Because we have to take out the concrete walls and there’s undoubtedly more dirt to clear for the stairs, there’s a strong likelihood we’ll need yet another dumpster in the not-too-distant future. Also, just a heads up to anyone planning an extended rental from Home Depot: a “month” is four weeks, so if you bring it back in thirty days it costs extra.

Plumbing Move

There are a few drawbacks to living in a house while you remodel it. It takes longer, it’s more complicated, and you often have to spend time on temporary solutions to keep things operational. In this case, the water heater and laundry in the basement needed to be moved up to the first floor so the basement dig out can continue.

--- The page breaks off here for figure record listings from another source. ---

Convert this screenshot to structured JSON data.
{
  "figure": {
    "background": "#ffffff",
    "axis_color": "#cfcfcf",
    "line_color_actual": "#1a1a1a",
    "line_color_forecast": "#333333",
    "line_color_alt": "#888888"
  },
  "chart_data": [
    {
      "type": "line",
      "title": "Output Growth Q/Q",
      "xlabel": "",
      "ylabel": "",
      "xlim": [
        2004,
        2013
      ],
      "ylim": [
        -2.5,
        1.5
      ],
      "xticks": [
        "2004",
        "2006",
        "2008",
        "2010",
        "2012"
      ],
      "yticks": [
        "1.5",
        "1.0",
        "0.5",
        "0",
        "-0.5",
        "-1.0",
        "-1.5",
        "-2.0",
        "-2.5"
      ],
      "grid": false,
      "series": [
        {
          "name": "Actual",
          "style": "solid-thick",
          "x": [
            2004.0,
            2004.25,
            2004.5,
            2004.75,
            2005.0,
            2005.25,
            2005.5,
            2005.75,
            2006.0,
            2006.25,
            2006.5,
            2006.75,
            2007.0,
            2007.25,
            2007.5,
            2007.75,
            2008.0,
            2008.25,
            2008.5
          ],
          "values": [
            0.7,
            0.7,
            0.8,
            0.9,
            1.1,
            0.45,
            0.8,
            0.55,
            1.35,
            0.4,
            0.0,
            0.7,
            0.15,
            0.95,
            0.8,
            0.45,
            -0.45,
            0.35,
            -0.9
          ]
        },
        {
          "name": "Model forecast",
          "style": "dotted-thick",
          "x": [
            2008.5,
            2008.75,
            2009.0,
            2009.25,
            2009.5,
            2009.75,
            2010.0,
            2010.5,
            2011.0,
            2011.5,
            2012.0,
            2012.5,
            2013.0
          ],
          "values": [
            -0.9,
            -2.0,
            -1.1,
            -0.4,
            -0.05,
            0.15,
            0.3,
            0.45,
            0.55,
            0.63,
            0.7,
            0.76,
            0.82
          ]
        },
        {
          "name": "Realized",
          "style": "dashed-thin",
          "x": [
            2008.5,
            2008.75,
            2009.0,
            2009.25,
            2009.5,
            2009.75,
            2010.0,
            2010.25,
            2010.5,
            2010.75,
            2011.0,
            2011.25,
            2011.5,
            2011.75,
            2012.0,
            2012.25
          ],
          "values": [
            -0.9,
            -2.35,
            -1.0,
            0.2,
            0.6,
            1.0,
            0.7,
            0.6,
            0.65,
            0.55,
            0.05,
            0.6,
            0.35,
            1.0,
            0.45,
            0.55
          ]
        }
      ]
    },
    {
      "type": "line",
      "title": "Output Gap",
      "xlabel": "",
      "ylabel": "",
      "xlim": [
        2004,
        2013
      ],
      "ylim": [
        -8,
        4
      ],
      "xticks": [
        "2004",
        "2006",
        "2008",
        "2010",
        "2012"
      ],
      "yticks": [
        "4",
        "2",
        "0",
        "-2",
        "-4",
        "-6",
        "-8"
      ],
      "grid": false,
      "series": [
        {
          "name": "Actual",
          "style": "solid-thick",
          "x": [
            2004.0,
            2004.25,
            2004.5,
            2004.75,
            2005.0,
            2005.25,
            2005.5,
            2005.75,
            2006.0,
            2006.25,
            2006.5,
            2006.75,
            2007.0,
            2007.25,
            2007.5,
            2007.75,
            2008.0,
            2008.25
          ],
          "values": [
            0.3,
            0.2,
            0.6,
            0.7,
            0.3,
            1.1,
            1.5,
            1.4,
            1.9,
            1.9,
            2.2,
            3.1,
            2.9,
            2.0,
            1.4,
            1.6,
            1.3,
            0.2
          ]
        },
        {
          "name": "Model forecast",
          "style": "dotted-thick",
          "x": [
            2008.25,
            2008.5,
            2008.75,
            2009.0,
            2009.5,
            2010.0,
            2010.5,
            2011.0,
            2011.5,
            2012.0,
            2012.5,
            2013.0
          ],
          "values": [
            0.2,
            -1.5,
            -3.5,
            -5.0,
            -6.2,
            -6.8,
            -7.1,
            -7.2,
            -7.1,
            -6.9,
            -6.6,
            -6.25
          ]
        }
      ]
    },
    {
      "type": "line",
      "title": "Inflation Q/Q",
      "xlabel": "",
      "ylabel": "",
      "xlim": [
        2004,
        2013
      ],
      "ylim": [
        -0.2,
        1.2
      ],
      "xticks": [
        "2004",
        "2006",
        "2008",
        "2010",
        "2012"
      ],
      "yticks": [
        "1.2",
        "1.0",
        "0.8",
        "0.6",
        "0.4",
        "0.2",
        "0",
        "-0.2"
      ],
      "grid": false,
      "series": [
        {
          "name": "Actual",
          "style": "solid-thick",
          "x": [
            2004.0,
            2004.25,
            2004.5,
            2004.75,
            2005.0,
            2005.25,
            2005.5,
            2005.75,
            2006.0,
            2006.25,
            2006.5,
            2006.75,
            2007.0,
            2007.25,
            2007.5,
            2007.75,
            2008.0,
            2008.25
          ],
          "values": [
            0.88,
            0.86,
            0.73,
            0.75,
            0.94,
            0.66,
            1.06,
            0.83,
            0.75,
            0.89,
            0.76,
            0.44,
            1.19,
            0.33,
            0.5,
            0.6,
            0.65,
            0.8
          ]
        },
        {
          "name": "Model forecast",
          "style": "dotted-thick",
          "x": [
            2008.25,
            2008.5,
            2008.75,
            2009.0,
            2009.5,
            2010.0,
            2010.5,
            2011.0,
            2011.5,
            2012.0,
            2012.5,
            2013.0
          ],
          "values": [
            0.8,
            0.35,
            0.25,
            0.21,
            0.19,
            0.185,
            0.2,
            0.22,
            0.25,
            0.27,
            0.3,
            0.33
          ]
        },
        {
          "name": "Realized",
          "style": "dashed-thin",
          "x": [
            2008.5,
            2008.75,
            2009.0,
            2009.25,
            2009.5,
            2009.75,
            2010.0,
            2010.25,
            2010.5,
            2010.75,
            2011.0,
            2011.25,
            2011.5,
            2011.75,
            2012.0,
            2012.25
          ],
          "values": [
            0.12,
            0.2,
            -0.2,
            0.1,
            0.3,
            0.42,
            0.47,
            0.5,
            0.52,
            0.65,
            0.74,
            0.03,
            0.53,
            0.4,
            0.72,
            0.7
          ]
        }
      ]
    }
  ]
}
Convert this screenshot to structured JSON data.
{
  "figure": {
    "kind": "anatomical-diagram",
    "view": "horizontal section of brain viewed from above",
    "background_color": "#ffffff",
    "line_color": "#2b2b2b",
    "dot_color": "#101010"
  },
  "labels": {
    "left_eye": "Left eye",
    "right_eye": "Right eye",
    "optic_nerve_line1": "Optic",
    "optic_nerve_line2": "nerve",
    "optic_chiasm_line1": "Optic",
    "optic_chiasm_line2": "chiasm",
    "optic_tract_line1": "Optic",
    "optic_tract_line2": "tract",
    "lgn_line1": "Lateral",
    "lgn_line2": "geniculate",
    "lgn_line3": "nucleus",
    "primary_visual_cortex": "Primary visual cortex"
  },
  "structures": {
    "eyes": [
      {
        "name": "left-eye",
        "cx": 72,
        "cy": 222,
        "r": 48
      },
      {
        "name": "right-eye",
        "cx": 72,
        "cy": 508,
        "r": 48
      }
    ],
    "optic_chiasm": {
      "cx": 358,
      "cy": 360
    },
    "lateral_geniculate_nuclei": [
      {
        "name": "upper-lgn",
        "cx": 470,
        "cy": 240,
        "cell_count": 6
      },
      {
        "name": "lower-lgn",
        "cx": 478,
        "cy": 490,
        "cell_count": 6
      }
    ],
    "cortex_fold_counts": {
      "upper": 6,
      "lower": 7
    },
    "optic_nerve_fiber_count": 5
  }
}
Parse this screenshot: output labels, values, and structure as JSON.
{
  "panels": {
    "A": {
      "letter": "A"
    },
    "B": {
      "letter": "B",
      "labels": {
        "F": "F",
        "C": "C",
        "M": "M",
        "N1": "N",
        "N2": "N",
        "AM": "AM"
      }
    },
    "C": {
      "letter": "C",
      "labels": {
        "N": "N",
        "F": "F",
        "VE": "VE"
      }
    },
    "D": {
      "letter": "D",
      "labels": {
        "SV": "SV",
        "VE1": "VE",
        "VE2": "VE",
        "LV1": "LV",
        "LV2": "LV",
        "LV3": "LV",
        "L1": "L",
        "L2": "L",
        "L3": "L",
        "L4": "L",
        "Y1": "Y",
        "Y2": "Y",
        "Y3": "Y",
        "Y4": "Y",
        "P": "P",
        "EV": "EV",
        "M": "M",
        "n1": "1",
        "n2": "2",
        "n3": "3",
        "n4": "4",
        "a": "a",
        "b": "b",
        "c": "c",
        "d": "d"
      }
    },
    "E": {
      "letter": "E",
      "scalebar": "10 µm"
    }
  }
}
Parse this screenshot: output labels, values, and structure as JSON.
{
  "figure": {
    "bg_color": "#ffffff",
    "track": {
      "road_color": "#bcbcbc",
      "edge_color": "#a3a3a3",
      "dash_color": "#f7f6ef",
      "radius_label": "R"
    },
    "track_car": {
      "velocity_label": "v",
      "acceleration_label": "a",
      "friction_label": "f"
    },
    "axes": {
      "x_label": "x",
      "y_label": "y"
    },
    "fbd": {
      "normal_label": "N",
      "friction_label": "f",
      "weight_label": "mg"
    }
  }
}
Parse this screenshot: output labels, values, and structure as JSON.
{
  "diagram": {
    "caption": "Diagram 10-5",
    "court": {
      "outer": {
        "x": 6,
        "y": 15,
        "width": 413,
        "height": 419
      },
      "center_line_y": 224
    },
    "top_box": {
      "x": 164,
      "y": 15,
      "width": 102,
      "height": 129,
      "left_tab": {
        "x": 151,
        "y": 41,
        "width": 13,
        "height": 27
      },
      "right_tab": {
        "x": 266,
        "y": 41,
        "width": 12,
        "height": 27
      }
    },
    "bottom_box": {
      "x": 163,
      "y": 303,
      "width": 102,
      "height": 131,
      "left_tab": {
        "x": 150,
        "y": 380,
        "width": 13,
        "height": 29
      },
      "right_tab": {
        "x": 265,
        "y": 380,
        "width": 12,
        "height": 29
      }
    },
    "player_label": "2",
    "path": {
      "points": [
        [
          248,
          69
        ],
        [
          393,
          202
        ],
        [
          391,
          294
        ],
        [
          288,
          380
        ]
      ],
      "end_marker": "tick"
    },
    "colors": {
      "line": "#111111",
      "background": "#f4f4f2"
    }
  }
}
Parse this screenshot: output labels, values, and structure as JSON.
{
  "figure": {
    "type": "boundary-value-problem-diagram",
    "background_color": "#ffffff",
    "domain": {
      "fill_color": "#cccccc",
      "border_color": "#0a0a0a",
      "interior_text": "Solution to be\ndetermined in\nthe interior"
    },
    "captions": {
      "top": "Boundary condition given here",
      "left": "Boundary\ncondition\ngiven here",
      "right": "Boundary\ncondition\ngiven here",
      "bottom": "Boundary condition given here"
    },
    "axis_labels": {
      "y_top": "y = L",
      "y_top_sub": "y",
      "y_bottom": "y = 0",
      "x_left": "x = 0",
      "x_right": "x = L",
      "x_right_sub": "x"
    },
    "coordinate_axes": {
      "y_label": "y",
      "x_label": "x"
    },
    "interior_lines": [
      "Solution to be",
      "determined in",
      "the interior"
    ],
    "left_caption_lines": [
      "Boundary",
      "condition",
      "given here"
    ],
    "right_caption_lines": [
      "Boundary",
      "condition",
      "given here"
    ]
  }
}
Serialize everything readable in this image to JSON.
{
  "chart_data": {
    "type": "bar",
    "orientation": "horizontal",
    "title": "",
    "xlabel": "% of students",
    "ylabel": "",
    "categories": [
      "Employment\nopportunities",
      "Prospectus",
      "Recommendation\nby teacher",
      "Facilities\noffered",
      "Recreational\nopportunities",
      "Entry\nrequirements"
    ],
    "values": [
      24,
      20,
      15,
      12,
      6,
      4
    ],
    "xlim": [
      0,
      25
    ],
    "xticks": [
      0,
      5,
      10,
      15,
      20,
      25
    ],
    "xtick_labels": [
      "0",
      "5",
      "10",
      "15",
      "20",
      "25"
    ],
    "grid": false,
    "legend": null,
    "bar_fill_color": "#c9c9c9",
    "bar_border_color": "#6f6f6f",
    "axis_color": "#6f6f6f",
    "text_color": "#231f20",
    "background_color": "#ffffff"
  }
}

Basement water heater and laundry

Basement water heater and laundry

We installed the water heater back in August of 2013. At the time we were getting everything disconnected from the chimney so we could redo the subfloor on the first floor. When we decided to do things the right way and do the basement first, we had to reshuffle things. We considered disconnecting everything and moving out for a few months, but instead we just moved the water heater to the first floor temporarily and rerouted the plumbing. I even managed to hook up the laundry, so we don’t have to go to the laundromat for the next several months.

Relocated to first floor

Relocated to first floor

Getting gas, electric, water, and venting run was a task, but I simplified it by using PEX tubing and quick connect fittings for the plumbing. PEX isn’t code in Chicago, but this isn’t permanent so I’m not too worried about it. Once the new basement floor is done we can move it all back into the basement. I took off a few days from work this week and got everything set up on the first floor for about $150 in materials. The whole house water filter had to get disconnected, but because of how we plumbed it we were able to just bypass it with a few valve turns.

The next step was to fix the drainage. The long-gone basement bathroom had been badly spliced in where the cast iron stack connected to the vitrified clay sewer line. I repaired that connection with a section of PVC and a rubber gasket. I had to cut out the cast iron and the broken clay. I did both with a diamond grit reciprocating saw bit. Don’t waste your time on the carbide bit. That thing is crap, just spend the extra few dollars. Once that connection was made, I redirected the drain from the kitchen (and laundry) into the main sewer instead of the collapsed line that goes to the catch basin and backs up all the time. When we replace the underground sewer line this will get changed again, but for the time being we don’t have water all over the floor and noxious sewer gas leaking in the basement, which is nice.

Everything removed

Everything relocated

Finally, with everything moved and rerouted, I took up the last section of concrete floor.

Concrete removed

Concrete removed

Now we can finish the dig out! We have nine days left with the mini-excavator before our month is up and we have to return it, so we’ve got to press on and get this thing done! It’s looking like one more dumpster after this one should finish things up, or roughly 2 concrete dumpsters and 4 dirt dumpsters total (plus the 2 debris dumpsters from the garage and back porch demo). It’s been a busy Spring.